My work on Atlas was the topic of my address last month in Berlin to the Embattled Heavens conference on the military influence on space exploration - a conference I discussed in this blog last week. 

For many years, the U.S. Air Force was criticized for waiting until 1954 to start on Atlas. I found this idea of air force hesitation to be strange, given that the U.S. military during the Cold War was notorious for promoting almost any and all weapons programs. My re-examination of the early years of the Cold War suggests that air force behaviour with Atlas was consistent with its usual support of new weapons.

I argued that developments in nuclear weapons drove development of both Atlas and the first Soviet ICBM, the R-7, and that the  space race of the 1960s was a product of the race to develop nuclear weapons after World War II.

Many popular accounts have stressed the scientific roots of the race into space, along with the idea that going into space was hugely popular with the public. More recent research has pointed out that while space programs do have public support, many Americans felt that the massive sums spent on Apollo in the 1960s would have been better spent on other things, a fact that politicians picked up on when they curtailed Apollo after six landings on the Moon.

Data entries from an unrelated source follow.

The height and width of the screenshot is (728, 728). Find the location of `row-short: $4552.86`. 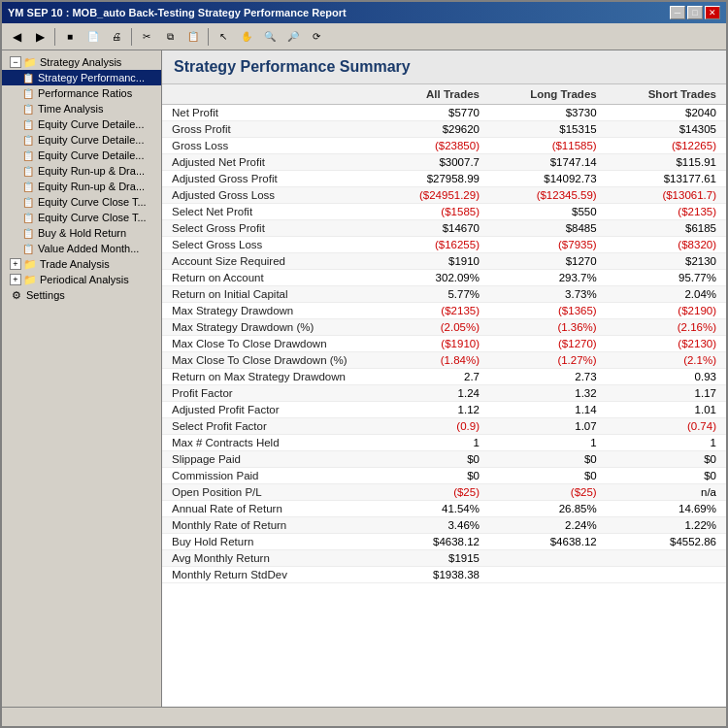

row-short: $4552.86 is located at coordinates (666, 542).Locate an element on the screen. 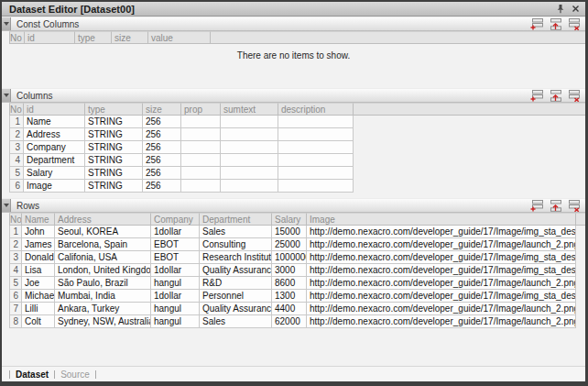  collapse-columns-button is located at coordinates (6, 95).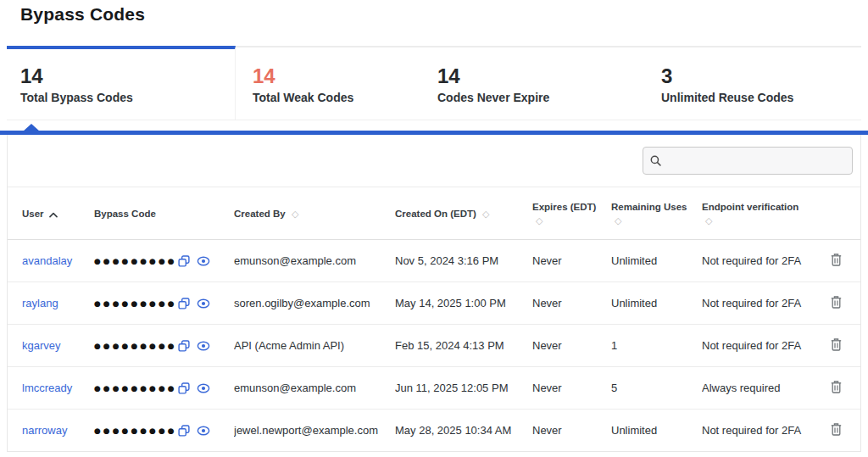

My own research shows that the infrastructure of early space travel was built first to support nuclear weapons. Historian Alex Roland, who also spoke at the Embattled Heavens  conference, has long argued that the controversy that followed the launch of Sputnik in 1957 was a turning point in the U.S. military's quest to mobilize the civilian economy in the service of military priorities.

The idea fostered by some historians that the U.S. Air Force dragged its heels on Atlas has been thrown into question, and I argue that this mistaken idea also fed into the military quest for more weapons.

To better understand how space exploration has evolved, we must look honestly at what was behind the development of the first space launch vehicles. I believe that it was nuclear weapons, not love of space travel, that drove their creation.

If the creation of nuclear weapons had not led to ICBMs in the late 1950s, the reach into space that followed would have been quite different. For example, we might still be waiting today for the first human footprints on the Moon. And there would also be many other consequences, both good and bad, including the state of technology in our society today.